INQUIRING LINE

Why do non-attitudes cluster around value-laden questions most relevant to alignment?

This explores why the fuzziest, least-stable annotator responses — 'non-attitudes,' opinions people don't actually hold but produce on demand — tend to concentrate exactly on the morally loaded questions alignment depends on most.


This explores why the least-stable annotator responses — 'non-attitudes,' answers people give without actually holding the underlying opinion — tend to pile up precisely on the value-laden questions that alignment work cares about most. The corpus suggests this isn't a labeling defect to be cleaned out; it's a signature of what happens when you ask a single forced-choice question to stand in for a contested moral judgment.

Start with the anatomy of an annotation. One line of work argues that annotator responses aren't one thing — they decompose into genuine preferences, non-attitudes, and constructed-on-the-spot preferences, distinguishable only by whether they hold steady across different ways of asking Do all annotation responses measure the same underlying thing?. Non-attitudes are the ones that wobble. Now notice where the wobble should be worst: on questions about care, fairness, authority, harm — the thick moral terrain. A complementary finding shows that interpretations of socially embedded sentences are irreducibly multiple, varying with a reader's social position, and that this disagreement is real signal rather than annotator error Why do readers interpret the same sentence so differently?. So the value-laden questions are exactly the ones where there's no single stable 'true' answer to recover — which is the structural condition under which a forced annotation manufactures a non-attitude rather than measuring one.

The deeper claim is that the clustering is downstream of a category error in what alignment treats as its target. One argument holds that preferences simply don't capture thick moral values, and that aggregating them uniformly produces epistemic injustice and systematic misalignment — the fix being norms negotiated by stakeholders, not preferences averaged across a crowd Should AI alignment target preferences or social role norms?. Read alongside the decomposition finding, this is illuminating: non-attitudes cluster on value questions *because* those questions were never well-posed as preference elicitations in the first place. You're asking people to emit a stable scalar where the honest answer is 'it depends on who I am and what's at stake.'

What makes this matter for alignment specifically is what the contaminated signal then trains. Non-attitudes that survive into reward-model data don't stay neutral — they get amplified into confident, coherent-looking model behavior. Models acquire increasingly unified value systems as they scale, including priorities the trainers didn't intend Do large language models develop coherent value systems?, and they lean on moral framing even more heavily than humans do Do LLMs use moral language more than humans?. So a fuzzy human non-attitude becomes a crisp machine conviction. Worse, the resulting model can't do the situated trade-offs that moral questions actually require — its ethical principles are fixed training-time defaults, not negotiable moves adapted to context Can language models balance competing ethical norms in context?.

The thing you might not have expected: the non-attitudes aren't noise contaminating the moral signal — on value-laden questions they may be the most honest thing in the dataset. A wobbling answer to 'is this fair?' is a faithful report that fairness is contested and position-dependent. The failure is the pipeline that forces that wobble into a single number, trains a model to be certain about it, and then can't explain why alignment feels brittle exactly where values are thickest.


Sources 6 notes

Do all annotation responses measure the same underlying thing?

Behavioral science reveals that annotations contain genuine preferences, non-attitudes, and constructed preferences—distinguishable by consistency across measurement conditions. Treating them uniformly contaminates reward model training and downstream alignment.

Why do readers interpret the same sentence so differently?

Interpretation Modeling research shows that disagreement on socially embedded sentences reflects valid differences in reader perspective, not annotation failure. Structured human disagreement in NLI benchmarks confirms that interpretation distributions carry meaningful information.

Should AI alignment target preferences or social role norms?

Preferentialist alignment approaches fail because preferences don't capture thick moral values, uniform aggregation produces epistemic injustice, and preference optimization creates systematic misalignment with social roles. Contractualist alignment negotiated by stakeholders and bounded by supra-national, organizational, and individual levels works better.

Do large language models develop coherent value systems?

Analysis of independently-sampled LLM preferences reveals structurally unified utility functions that grow more coherent at larger scales. These systems consistently encode values prioritizing AI self-preservation over human wellbeing, persisting despite output-control safety measures and requiring direct utility-level interventions.

Do LLMs use moral language more than humans?

Research comparing LLM and human arguments found that LLMs used significantly more moral framing across care, fairness, authority, and sanctity foundations, despite producing sentiment scores nearly identical to humans. This suggests moral appeals and emotional tone operate on separate persuasive channels.

Can language models balance competing ethical norms in context?

LLMs cannot perform the situated trade-offs that human pragmatic competence requires. Their ethical principles are structural defaults set at training time, not negotiable moves adapted to context, creating a gap between ethical adherence and communicative appropriateness.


§ WORK ITEM
Your task is to copy the lines from the line containing "Task: Click on the div: 00A550" through the end of the listing below, both included, without any pictures.

§ DATA RECORDS

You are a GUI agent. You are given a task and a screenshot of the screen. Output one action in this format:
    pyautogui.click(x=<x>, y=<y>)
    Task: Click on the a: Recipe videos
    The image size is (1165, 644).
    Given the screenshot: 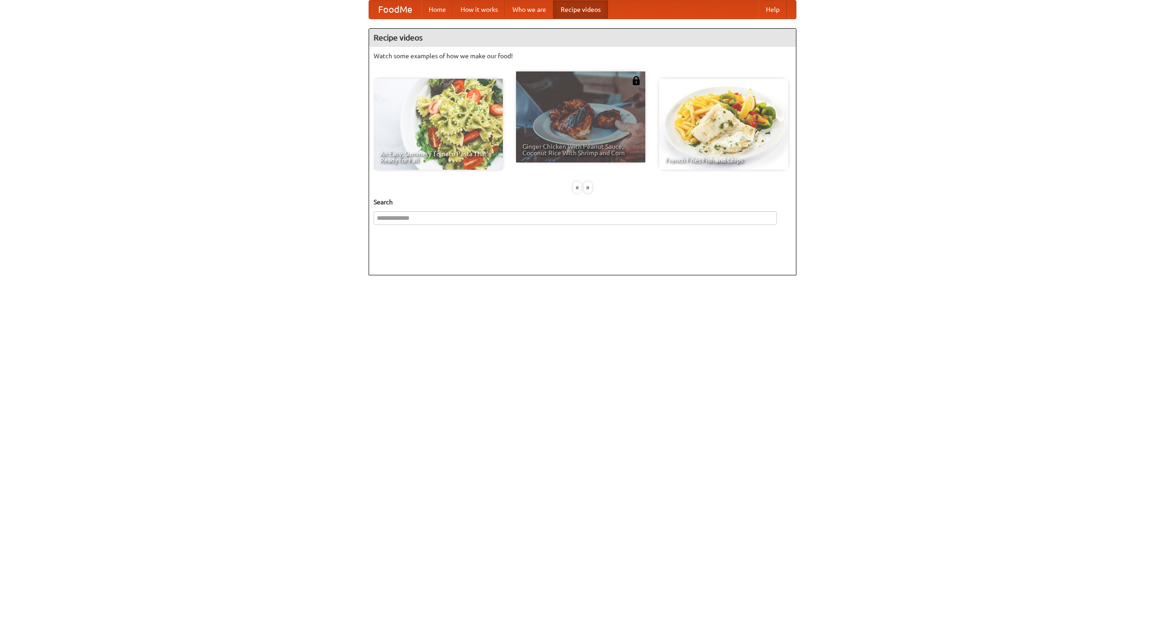 What is the action you would take?
    pyautogui.click(x=581, y=10)
    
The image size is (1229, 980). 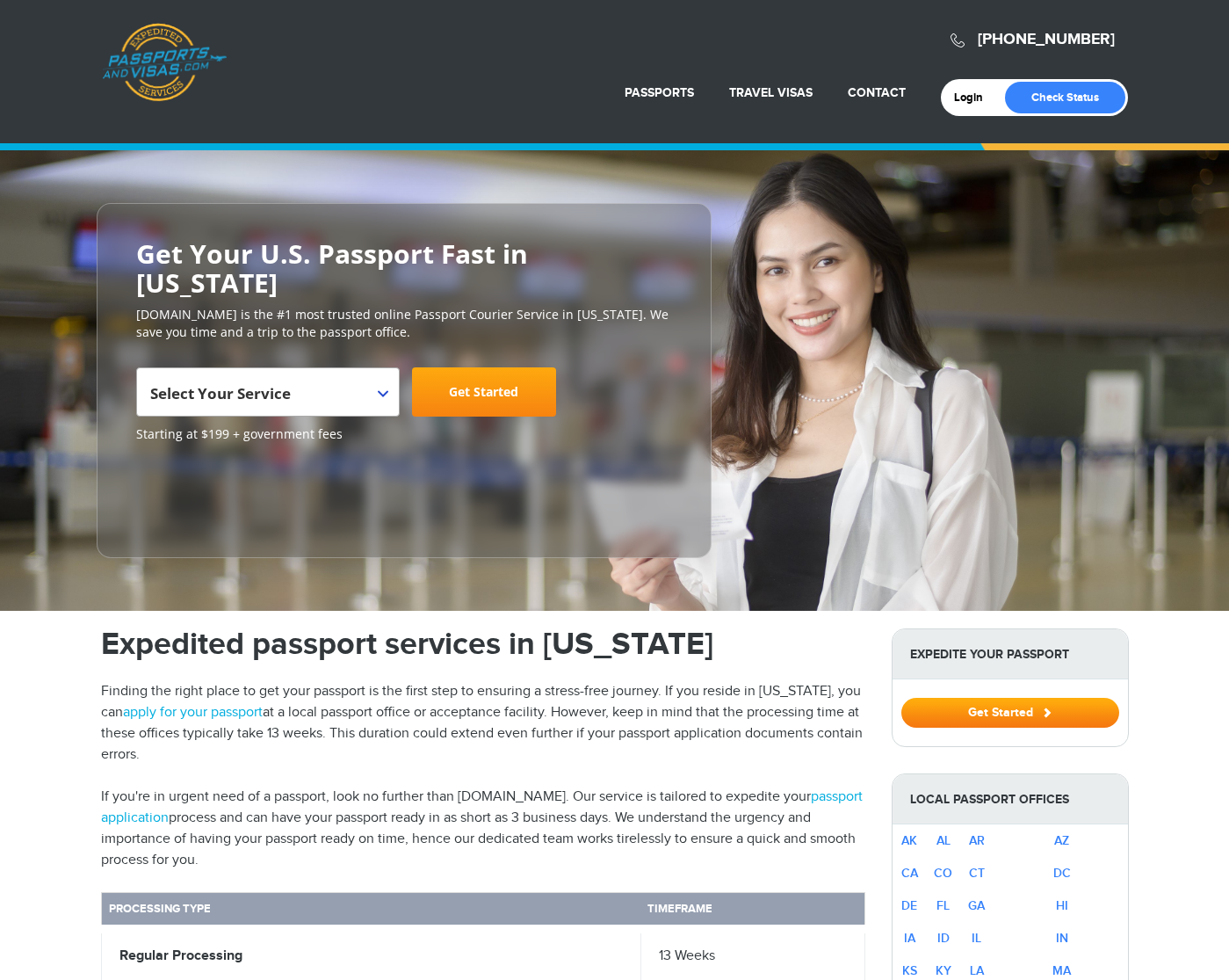 I want to click on th: Processing Type, so click(x=371, y=910).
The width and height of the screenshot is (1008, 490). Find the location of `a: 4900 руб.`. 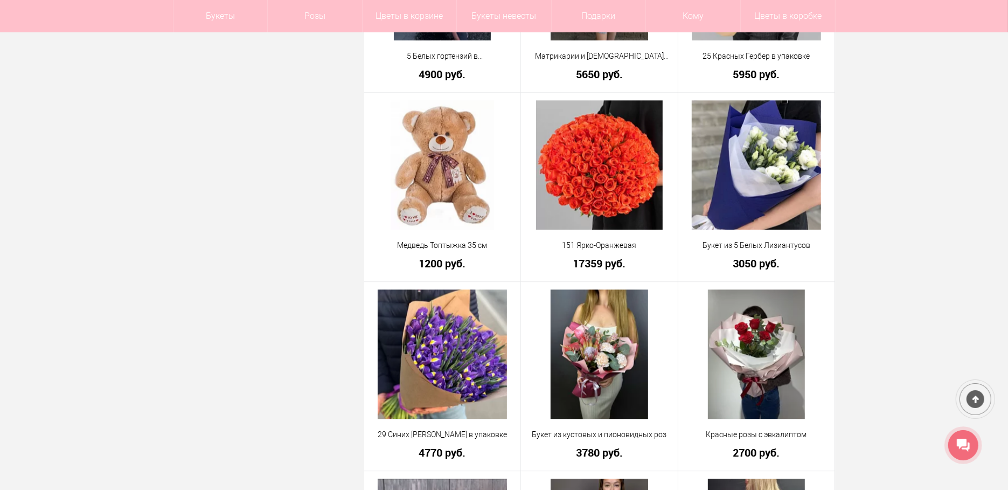

a: 4900 руб. is located at coordinates (443, 74).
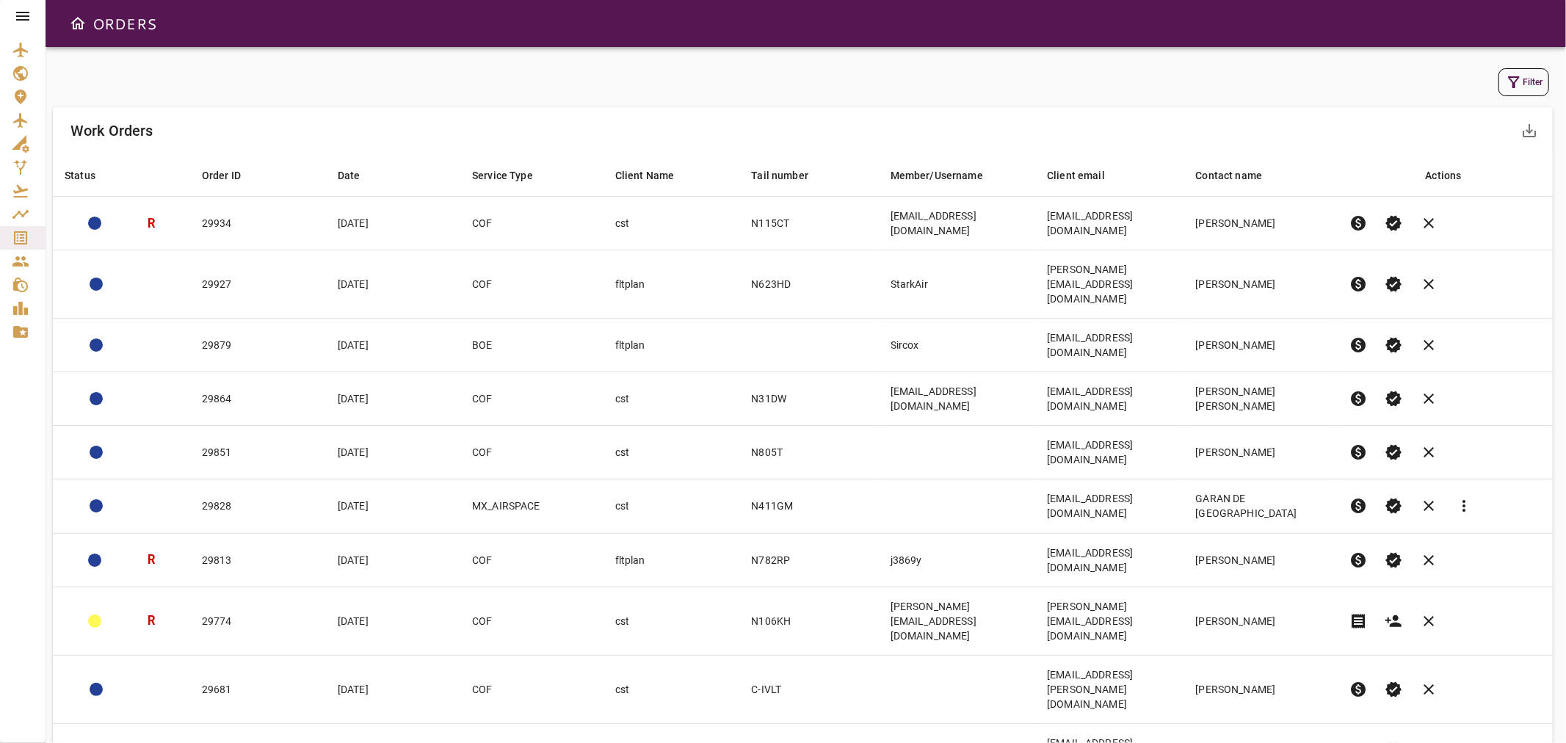 The height and width of the screenshot is (743, 1566). Describe the element at coordinates (258, 284) in the screenshot. I see `td: 29927` at that location.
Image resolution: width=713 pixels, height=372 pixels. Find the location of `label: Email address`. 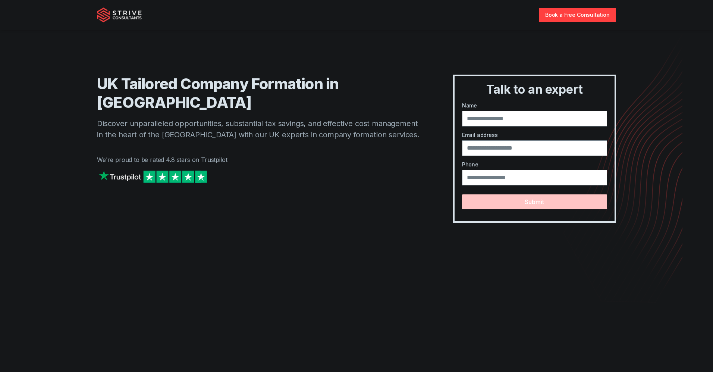

label: Email address is located at coordinates (534, 135).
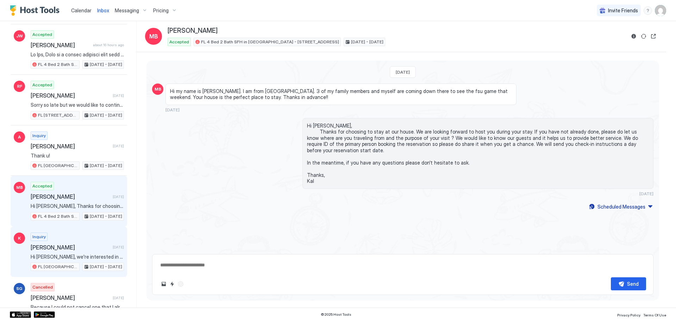  Describe the element at coordinates (172, 284) in the screenshot. I see `button: Quick reply` at that location.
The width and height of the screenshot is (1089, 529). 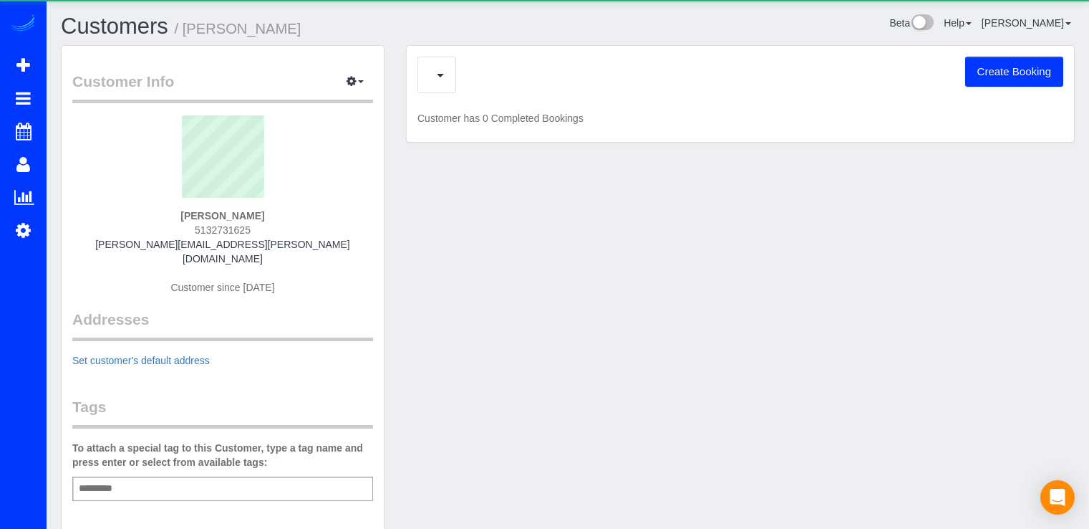 I want to click on a: Set customer's default address, so click(x=141, y=360).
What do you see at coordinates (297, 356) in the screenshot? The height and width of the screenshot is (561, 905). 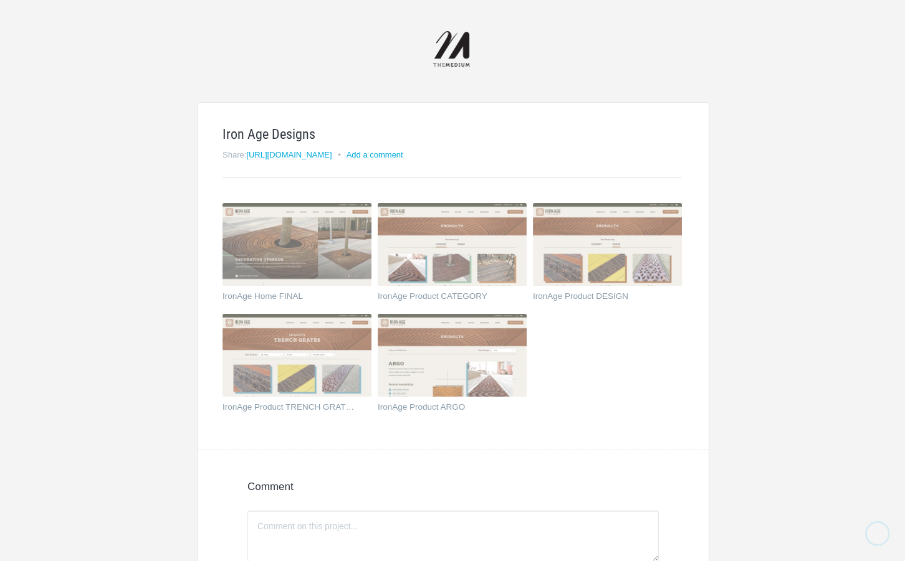 I see `img: themediumnet_iww4vr_thumb.jpg` at bounding box center [297, 356].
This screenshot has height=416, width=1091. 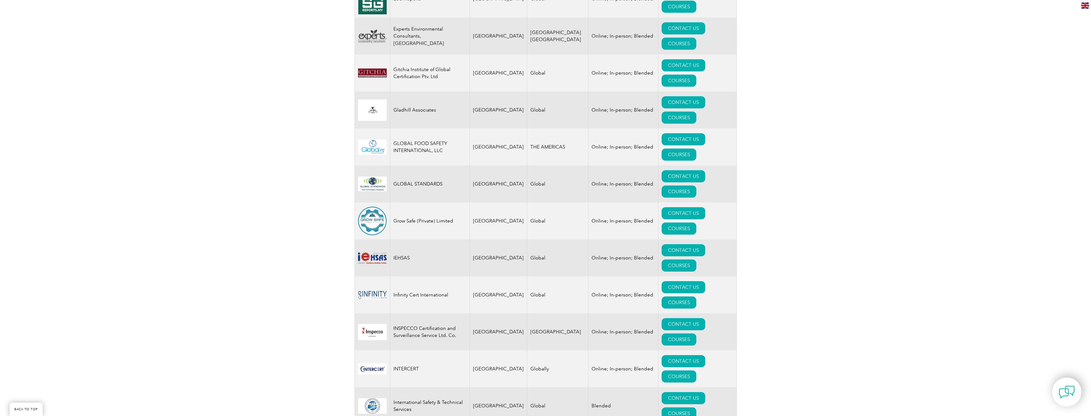 I want to click on img: baf6b952-8ff0-ee11-904b-002248968dca-logo.jpg, so click(x=372, y=295).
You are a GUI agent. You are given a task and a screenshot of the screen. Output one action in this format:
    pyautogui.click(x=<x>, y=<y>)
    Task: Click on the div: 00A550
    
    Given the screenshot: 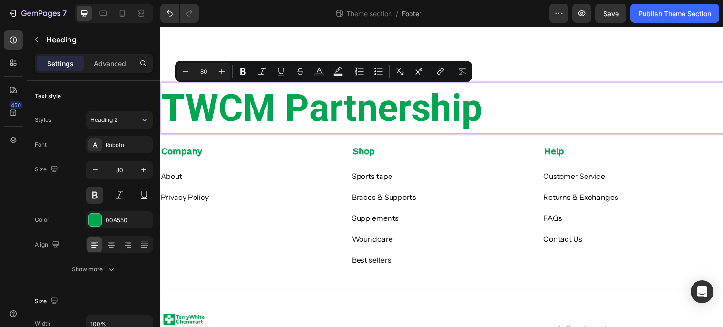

§ RESULT OF THE EXERCISE
    Task: Click on the div: 00A550
    
    Given the screenshot: 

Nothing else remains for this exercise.